The name was given to the merry
go-round because of the resem
blance to a tournament of cavalry
men.
- k
AROUND
THE HOUSE
Read the labels on canned foods.
Many tell the number of slices
contained in the can. Others give
additional useful information about
the contents.
• * *
About Grapefruit.—A soft, dis
colored area at the stem end of
a grapefruit indicates decay and
decay, even in one small spot, will
affect the flavor of the whole fruit.
* * *
Use for Pickle Liquid.—Liquid
left over from mustard pickles is
excellent to mix with chopped
meat or fish and use in sandwich
fillings.
• * *
Milk will not scorch or stick to
the pan when boiling it if the
saucepan is rinsed with boiling
water just prior to putting in the
milk.
• * *
Chopping Nuts.—When finely
chopped nuts are needed for
cakes, salads or sandwiches run
the nuts through a food-chopping
machine.
Quick
uotes
Sentinel Feature*
SUCCESSFUL DEMOCRACY
<*' I 'HE chief problem of democracy, it
t it is to be successful and continu
ing, is the moral education and guidance
of the individual, and not the suppres
sion of the individual in the supposed
interest of some mass or group. ’—Dr.
Nicholas Murray Butler, President of
Columbia University.
Costly Murder Trial
The costliest murder trial of
modern times was that of Sacca
and Vanzetti in Boston, which
started in May, 1921, and ended'
with their execution in August,
1927. Not only did their defense
committee spend $325,000, but mil
lions of dollars were expended
throughout the world in newspaper
space, mass meetings and peti
tions to urge clemency.—Collier’s.
Ineligible to Judge
It is not permitted to the most
equitable of men to be a judge in
his own cause.—Blaise Pascal.
GOOD TASTE
p-HADf
Get relief from coughs due to colds without
swallowing bad-tasting medicine. Smith Bros.

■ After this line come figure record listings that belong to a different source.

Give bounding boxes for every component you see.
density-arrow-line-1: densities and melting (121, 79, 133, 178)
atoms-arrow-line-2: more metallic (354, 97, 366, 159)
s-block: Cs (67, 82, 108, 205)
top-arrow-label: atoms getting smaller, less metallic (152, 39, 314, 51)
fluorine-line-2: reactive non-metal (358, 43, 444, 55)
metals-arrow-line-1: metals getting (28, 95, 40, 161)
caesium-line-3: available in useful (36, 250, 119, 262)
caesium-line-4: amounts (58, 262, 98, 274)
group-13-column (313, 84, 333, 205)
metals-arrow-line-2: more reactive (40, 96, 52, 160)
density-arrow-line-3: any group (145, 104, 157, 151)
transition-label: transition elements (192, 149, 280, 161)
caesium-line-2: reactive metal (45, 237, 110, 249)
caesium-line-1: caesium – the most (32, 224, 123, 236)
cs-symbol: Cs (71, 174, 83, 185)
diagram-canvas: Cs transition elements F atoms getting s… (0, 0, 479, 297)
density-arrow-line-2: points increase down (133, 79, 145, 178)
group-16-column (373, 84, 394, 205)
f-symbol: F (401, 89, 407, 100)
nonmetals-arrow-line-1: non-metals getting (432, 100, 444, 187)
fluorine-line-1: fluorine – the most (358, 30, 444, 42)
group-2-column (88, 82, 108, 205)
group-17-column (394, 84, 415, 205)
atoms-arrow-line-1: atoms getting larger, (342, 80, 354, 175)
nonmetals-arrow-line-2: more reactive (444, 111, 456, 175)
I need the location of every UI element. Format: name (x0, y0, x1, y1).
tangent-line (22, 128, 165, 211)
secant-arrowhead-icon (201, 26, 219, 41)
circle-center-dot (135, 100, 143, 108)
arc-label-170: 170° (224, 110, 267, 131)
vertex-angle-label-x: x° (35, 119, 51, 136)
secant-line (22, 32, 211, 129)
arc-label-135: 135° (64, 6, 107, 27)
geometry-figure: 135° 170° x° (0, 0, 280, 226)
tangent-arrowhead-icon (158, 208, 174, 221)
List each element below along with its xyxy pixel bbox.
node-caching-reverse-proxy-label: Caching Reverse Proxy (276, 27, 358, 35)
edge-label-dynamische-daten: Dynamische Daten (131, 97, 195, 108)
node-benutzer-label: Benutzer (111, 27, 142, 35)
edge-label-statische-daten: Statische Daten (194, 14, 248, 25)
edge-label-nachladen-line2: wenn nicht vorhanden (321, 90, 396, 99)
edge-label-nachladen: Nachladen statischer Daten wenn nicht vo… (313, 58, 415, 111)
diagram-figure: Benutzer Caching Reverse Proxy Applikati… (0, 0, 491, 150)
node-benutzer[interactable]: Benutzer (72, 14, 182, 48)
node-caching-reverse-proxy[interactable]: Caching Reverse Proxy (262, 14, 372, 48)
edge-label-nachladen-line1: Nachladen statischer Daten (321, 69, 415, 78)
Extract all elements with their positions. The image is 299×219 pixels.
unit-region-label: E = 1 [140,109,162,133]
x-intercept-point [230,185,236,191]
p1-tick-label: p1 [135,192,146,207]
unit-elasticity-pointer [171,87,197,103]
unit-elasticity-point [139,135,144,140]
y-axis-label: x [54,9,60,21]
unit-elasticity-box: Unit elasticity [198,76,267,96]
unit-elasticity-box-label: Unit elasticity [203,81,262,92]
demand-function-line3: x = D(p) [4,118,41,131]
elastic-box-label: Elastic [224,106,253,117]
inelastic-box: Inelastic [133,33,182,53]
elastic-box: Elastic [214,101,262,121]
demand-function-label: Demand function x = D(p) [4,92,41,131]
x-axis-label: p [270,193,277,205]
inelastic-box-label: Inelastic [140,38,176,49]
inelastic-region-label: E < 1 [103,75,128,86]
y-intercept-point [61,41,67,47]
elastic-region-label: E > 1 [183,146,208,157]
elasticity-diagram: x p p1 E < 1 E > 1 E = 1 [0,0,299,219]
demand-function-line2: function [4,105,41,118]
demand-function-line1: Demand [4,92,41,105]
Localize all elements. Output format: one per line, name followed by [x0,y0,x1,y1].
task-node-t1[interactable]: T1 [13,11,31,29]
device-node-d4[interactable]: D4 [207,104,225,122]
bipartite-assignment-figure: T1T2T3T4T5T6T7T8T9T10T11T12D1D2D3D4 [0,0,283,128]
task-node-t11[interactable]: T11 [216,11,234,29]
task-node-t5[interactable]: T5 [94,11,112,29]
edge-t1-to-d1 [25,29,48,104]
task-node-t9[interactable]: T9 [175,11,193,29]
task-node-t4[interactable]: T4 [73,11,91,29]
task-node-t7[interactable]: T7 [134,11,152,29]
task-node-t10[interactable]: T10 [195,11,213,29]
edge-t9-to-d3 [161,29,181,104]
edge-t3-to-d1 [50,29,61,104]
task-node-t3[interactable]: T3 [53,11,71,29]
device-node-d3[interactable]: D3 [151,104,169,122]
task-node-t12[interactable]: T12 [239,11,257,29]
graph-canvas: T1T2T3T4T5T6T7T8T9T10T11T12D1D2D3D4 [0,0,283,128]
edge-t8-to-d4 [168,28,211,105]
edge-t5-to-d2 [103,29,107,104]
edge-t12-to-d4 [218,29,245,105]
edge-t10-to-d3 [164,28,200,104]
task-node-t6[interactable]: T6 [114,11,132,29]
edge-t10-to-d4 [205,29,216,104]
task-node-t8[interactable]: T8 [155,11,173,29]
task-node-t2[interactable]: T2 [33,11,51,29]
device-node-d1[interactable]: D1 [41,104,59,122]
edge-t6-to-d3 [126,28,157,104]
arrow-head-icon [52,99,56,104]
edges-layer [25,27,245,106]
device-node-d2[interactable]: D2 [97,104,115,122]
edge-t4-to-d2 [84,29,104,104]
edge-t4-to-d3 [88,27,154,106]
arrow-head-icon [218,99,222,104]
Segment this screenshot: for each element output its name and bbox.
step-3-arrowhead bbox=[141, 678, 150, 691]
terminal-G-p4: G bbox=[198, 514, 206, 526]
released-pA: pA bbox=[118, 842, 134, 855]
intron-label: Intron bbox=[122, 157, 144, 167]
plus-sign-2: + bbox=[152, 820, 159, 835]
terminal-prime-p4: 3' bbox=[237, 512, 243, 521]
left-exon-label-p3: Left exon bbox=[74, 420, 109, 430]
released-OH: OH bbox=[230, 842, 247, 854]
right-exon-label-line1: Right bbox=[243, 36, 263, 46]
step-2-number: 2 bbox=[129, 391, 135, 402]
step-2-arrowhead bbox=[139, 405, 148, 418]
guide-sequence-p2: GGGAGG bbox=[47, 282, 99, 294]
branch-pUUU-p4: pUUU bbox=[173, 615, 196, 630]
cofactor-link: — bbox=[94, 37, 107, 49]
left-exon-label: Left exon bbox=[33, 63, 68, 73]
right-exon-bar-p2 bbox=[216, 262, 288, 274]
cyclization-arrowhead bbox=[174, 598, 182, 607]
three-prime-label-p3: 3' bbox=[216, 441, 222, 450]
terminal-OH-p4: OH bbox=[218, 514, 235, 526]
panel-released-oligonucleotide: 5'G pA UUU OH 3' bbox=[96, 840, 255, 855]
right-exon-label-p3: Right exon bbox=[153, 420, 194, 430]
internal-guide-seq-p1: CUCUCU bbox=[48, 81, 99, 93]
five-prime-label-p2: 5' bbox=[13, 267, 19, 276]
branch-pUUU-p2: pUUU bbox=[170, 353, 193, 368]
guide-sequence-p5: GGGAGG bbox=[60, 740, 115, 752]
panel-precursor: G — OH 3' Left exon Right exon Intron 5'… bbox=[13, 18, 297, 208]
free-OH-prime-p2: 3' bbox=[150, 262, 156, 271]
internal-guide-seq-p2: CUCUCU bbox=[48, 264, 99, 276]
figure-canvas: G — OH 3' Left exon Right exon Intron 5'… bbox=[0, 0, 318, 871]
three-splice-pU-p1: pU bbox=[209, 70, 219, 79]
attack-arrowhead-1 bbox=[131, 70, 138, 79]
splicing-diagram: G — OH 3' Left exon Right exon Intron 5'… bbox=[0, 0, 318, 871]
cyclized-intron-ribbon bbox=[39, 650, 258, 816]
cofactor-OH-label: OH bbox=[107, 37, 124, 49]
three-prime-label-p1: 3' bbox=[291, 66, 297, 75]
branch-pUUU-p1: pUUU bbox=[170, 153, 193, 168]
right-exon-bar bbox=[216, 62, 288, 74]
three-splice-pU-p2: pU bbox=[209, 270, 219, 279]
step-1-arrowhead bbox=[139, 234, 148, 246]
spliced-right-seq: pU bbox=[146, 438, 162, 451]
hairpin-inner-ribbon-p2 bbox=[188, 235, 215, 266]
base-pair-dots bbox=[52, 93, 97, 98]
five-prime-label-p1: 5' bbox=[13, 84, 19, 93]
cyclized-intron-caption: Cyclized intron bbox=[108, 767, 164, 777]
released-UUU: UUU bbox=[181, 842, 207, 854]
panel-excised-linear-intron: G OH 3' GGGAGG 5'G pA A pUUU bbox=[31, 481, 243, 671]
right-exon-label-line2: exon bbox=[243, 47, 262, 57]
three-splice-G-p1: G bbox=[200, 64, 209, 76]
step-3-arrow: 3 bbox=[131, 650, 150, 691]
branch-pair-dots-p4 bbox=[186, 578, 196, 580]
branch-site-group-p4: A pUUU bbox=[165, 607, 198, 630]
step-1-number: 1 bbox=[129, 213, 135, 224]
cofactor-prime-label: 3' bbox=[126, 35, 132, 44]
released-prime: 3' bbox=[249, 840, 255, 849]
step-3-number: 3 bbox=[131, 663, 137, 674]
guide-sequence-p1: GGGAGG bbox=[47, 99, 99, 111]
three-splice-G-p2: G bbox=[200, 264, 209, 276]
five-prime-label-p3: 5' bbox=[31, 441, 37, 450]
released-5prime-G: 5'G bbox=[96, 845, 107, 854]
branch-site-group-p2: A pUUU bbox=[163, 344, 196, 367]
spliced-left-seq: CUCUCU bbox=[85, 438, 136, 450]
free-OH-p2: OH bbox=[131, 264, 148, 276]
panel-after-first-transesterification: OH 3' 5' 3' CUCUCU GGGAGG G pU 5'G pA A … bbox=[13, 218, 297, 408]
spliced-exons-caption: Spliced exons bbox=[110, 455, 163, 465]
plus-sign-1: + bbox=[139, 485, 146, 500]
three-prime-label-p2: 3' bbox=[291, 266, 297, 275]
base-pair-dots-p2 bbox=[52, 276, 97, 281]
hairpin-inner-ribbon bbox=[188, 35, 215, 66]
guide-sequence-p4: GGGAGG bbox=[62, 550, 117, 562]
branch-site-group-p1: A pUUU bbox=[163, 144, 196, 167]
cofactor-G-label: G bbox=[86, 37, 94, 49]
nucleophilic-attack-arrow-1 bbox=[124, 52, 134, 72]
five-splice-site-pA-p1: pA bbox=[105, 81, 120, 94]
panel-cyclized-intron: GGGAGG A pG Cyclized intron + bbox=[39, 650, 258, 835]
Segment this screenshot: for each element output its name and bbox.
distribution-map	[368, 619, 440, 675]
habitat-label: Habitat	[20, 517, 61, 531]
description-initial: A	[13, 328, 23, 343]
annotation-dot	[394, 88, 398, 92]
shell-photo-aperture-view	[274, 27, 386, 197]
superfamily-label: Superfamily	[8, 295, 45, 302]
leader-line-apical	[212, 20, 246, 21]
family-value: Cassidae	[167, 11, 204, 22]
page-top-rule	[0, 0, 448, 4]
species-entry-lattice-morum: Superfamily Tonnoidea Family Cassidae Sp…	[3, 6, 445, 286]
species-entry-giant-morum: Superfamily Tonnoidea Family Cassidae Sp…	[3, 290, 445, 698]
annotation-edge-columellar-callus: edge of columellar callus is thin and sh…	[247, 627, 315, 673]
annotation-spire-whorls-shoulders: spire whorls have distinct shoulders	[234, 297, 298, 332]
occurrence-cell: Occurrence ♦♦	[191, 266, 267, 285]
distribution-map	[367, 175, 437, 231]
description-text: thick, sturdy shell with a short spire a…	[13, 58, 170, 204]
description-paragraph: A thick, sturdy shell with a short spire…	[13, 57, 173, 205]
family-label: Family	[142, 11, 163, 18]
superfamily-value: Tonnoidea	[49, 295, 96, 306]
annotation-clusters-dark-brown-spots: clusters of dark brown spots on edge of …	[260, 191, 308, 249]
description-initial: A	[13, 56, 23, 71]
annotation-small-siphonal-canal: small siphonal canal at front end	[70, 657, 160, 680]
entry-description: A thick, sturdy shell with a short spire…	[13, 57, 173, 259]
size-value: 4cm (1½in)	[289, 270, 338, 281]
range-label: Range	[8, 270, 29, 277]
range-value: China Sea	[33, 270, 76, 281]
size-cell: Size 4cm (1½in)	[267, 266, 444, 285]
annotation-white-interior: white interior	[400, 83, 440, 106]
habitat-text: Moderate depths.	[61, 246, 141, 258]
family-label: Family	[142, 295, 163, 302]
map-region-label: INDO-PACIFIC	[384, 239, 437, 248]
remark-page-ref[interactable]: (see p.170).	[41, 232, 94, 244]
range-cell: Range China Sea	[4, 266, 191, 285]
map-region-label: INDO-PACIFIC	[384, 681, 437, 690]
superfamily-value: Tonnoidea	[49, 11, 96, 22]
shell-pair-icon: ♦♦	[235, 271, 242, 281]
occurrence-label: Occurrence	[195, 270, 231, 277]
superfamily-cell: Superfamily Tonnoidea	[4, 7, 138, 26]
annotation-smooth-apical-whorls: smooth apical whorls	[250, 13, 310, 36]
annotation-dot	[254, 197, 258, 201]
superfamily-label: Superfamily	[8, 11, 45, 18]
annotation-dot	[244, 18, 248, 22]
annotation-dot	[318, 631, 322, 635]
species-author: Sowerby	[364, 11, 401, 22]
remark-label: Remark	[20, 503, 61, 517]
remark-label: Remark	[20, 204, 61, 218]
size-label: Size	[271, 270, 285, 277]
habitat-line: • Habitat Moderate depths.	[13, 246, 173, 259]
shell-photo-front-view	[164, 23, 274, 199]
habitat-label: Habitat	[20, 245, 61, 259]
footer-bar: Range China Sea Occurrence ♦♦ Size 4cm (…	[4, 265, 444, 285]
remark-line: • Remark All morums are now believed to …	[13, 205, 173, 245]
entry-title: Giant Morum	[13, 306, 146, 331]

Cough Drops taste delicious. Cost only 5*.
Smith Bros. Cough Drops are the
only drops containing VITAMIN A
Vitamin A (Carotene) raises the resistancei of
mucous membranes of nose and throat to <
I cold infections, when lack of resist- r
ance is due to Vitamin A deficiency. •*
r MARK
1 a m a a^a ^a | | "V^OU can depend on the special
\Jf a xV I J LhJ X sales the merchants of our
yY/ \ I | | town announce in the columns of
this paper. They mean money
TLJC CDCriAl C saving to ourreaders.lt always pays
THt brtV.1 AL3 to patronize the merchants who
advertise. They are not afraid of their merchandise or their prices.